Far from being a reputable delivery service, recent experience has suggested to me that DPD might be an elaborate joke, or perhaps a social experiment created with the intent of establishing how far a person's endurance might be pushed through sheer exasperation. This is a long review, summarised way below, if you do not wish to read the full catalogue of nonsense.
DPD twice apparently attempted to deliver a parcel to me, only once leaving a note to say so, providing a tracking number. Having succeeded in tracking it online, I discovered that said parcel was to be delivered to a pharmacy for me to pick up; one with business hours which did not coincide with a time I could reach them (namely Monday-Friday, during hours when I was at work out of town.) Seemingly the concept of commuting, common in this country for perhaps 150 years, is not one which DPD are aware of. Additionally hilariously, the phone number they had for me was not functional, having been provided with it by my mobile phone network - and DPD were delivering a phone inextricably linked with that SIM, which was lying useless in my home. This problem alone was not the fault of DPD.
I was able to talk to a member of DPD staff, using a phone number which is not publicised on their website, to rearrange delivery of the parcel on the next Saturday. It took three attempts to confirm that this was done, having twice been put on hold and not phoned back, as custom and good business sense might dictate. When I checked their tracker on Saturday, however, the computer system linked to it was down, and DPD could not provide me with an intelligible answer - over perhaps three calls - whether it might be delivered to me that day. I was wrongly told that there might be a delay in my recieving email notification that the parcel was on its way; rather, I received no message at all. They could not even tell me whether it has been "scanned into" the van, or indeed off it when I called again later that day.
DPD stole a day of my precious free time by insisting that I stayed at home to pick up a parcel which they could not confirm the existence of, and never arrived - one which I could not pick up from their depot after a day of non-delivery, it further transpired. During the course of this fiasco, a DPD employee assured me that he would call me back that afternoon on my landline, and did not. In a further hilarious twist, it has emerged when re-arranging delivery that DPD cannot add additional contact numbers for a person to their system.
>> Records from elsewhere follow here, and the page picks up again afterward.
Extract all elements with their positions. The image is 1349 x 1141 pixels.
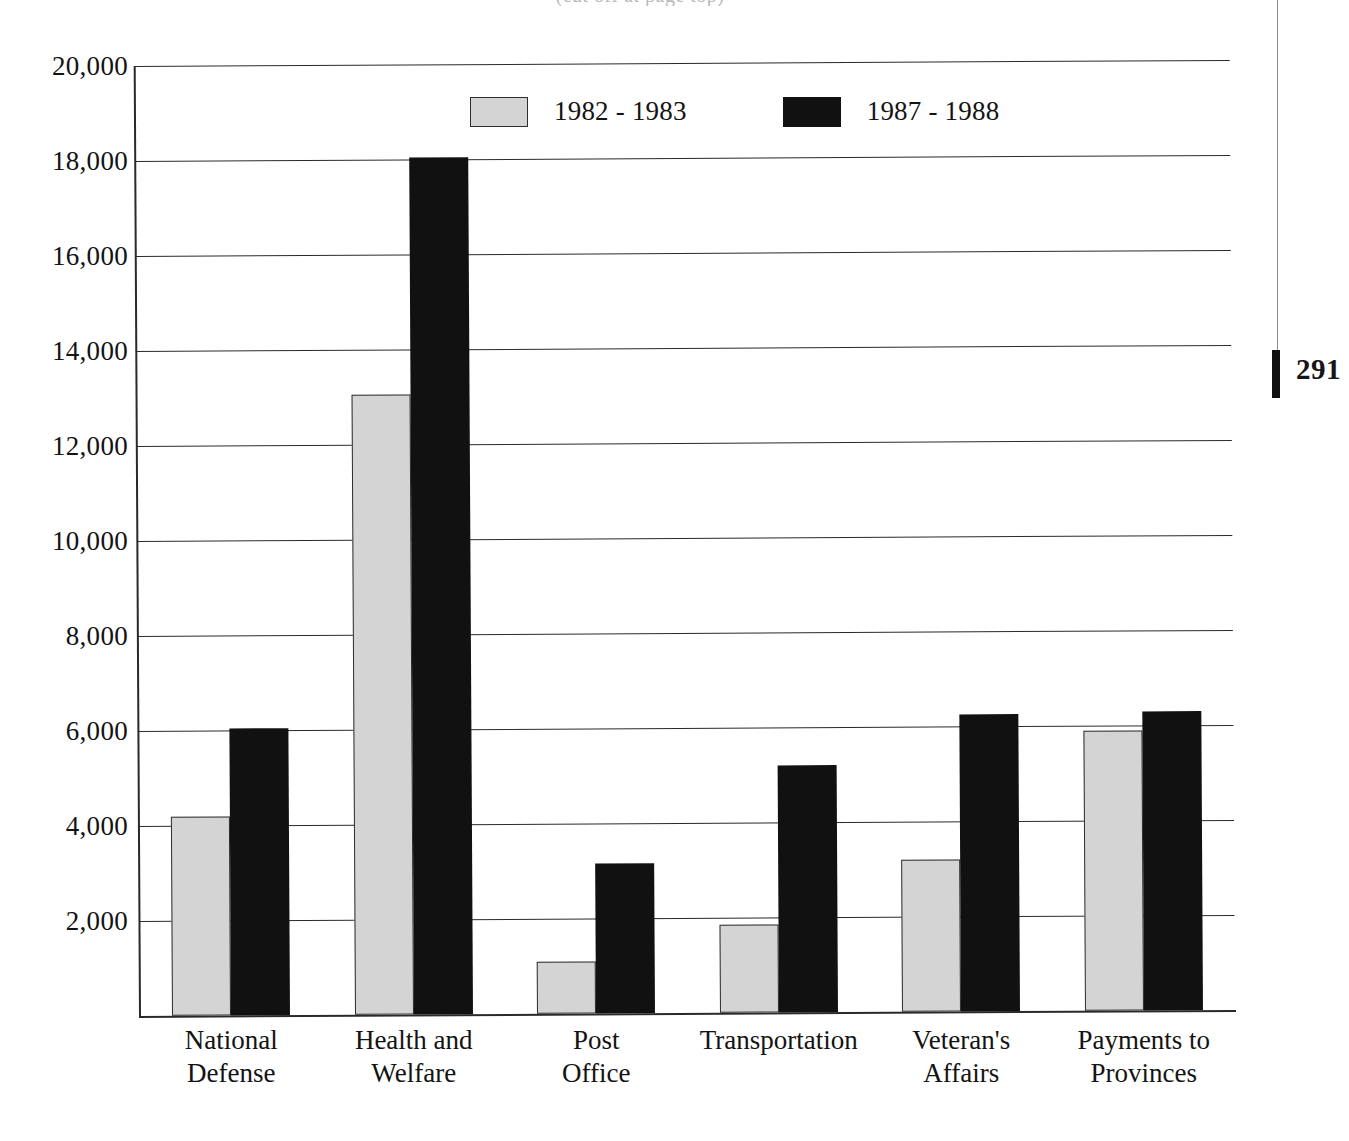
plot-area: [135, 60, 1235, 1016]
legend-swatch-icon-1982-1983: [470, 97, 528, 127]
bar-group: [897, 61, 1020, 1012]
bar-group: [1079, 60, 1202, 1011]
bar-chart: 2,0004,0006,0008,00010,00012,00014,00016…: [0, 0, 1280, 1141]
x-tick-label: Post Office: [505, 1024, 688, 1090]
x-tick-label: Veteran's Affairs: [870, 1024, 1053, 1090]
y-tick-label: 2,000: [8, 908, 128, 935]
legend-label-1982-1983: 1982 - 1983: [554, 96, 687, 127]
gridline: [136, 345, 1231, 352]
gridline: [139, 915, 1234, 922]
gridline: [135, 60, 1230, 67]
bar-group: [167, 65, 290, 1016]
legend-swatch-icon-1987-1988: [783, 97, 841, 127]
x-tick-label: Health and Welfare: [323, 1024, 506, 1090]
gridline: [138, 630, 1233, 637]
x-tick-label: National Defense: [140, 1024, 323, 1090]
plot-skew-wrapper: [0, 0, 1280, 1061]
bar-light: [537, 961, 596, 1014]
x-axis-line: [139, 1010, 1236, 1018]
gridline: [137, 440, 1232, 447]
bar-light: [1083, 730, 1144, 1011]
bar-dark: [777, 765, 837, 1012]
bar-light: [351, 395, 413, 1015]
y-tick-label: 14,000: [8, 338, 128, 365]
x-axis-tick-labels: National DefenseHealth and WelfarePost O…: [140, 1024, 1235, 1124]
y-tick-label: 6,000: [8, 718, 128, 745]
bar-dark: [409, 157, 473, 1015]
bar-dark: [960, 714, 1021, 1011]
bar-dark: [230, 728, 291, 1016]
legend-entry-series-1: 1982 - 1983: [470, 96, 687, 127]
y-tick-label: 8,000: [8, 623, 128, 650]
gridline: [137, 535, 1232, 542]
gridline: [135, 155, 1230, 162]
y-tick-label: 10,000: [8, 528, 128, 555]
y-tick-label: 4,000: [8, 813, 128, 840]
bar-dark: [1142, 711, 1203, 1011]
bar-dark: [595, 863, 655, 1013]
chart-legend: 1982 - 1983 1987 - 1988: [470, 96, 999, 127]
y-tick-label: 20,000: [8, 53, 128, 80]
x-tick-label: Transportation: [688, 1024, 871, 1057]
gridline: [138, 725, 1233, 732]
bar-light: [171, 816, 231, 1016]
page-canvas: (cut off at page top) 291 2,0004,0006,00…: [0, 0, 1349, 1141]
bar-group: [714, 62, 837, 1013]
x-tick-label: Payments to Provinces: [1053, 1024, 1236, 1090]
bar-light: [719, 925, 778, 1013]
bar-group: [532, 63, 655, 1014]
y-tick-label: 18,000: [8, 148, 128, 175]
bar-light: [901, 859, 961, 1011]
legend-label-1987-1988: 1987 - 1988: [867, 96, 1000, 127]
bar-group: [349, 64, 472, 1015]
legend-entry-series-2: 1987 - 1988: [783, 96, 1000, 127]
page-number: 291: [1296, 353, 1341, 386]
gridline: [139, 820, 1234, 827]
gridline: [136, 250, 1231, 257]
gridlines: [135, 60, 1230, 66]
y-tick-label: 12,000: [8, 433, 128, 460]
y-axis-tick-labels: 2,0004,0006,0008,00010,00012,00014,00016…: [0, 66, 128, 1017]
y-tick-label: 16,000: [8, 243, 128, 270]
Eventually I was notified by further email that my parcel had been delivered to the shop I could not reach. Fortunately, my partner was going to work later than usual one day shortly afterwards, and would be able to pick it up for me, or so I thought. Having received a strong dose of nonsense already, I phoned DPD to check whether this would be feasible, only to be told that as per their protocol, for someone to pick it up they would have to have the same surname as me, and carry a bewildering array of identification. Not even a council letter with both of our names, and the same address would be enough; government-mandated acceptance of cohabitation, it seems, was not good enough for DPD, who insist that a person must either be married or a ward of their parents to be worthy of their service! One must either conform to their morals or be defrauding the authorities.
I was given the lame excuse that this was due to data protection; it cannot, for this has nothing to do with the processing of personal information or the security of data. The fact that other services such as Parcel Force would see this as more than enough ID was brushed aside, and although admitting that this system was flawed, that this issue is a common occurrence, the call handler professed to be unable to do anything because it was a protocol, a holy and untouchable thing he could do nothing about beyond ask that I complain myself - which I declined in light of how much of my time DPD had already wasted. (In light of the irony of mentioning this in a complaint I should add that it is being written on my commute, having finished my book.)
In the end, my partner was able to pick up the package, having called the shop who were happy to accept the identification and documents we could arrange. It transpires, then, that DPD has a call centre staffed with persons who know nothing of their own processes. They were particularly amused by the arrival of a parcel festooned with handwritten labels stating that it was to be delivered Saturday, and to my home.
In short, if you wish to have parcels lost, experience dreadful customer service (perhaps 1/4 call handlers were helpful, although those who were could only be called exceptional), and see the folly of an excessively bureaucratic organisation operating at weekends but excepting its IT staff from this duty (they fixed the tracking system early on a Monday, suggesting a minor, and perhaps easily corrected fault), I recommend DPD with every fibre of my body. Otherwise don't bother with having anything to do with this farcical organisation.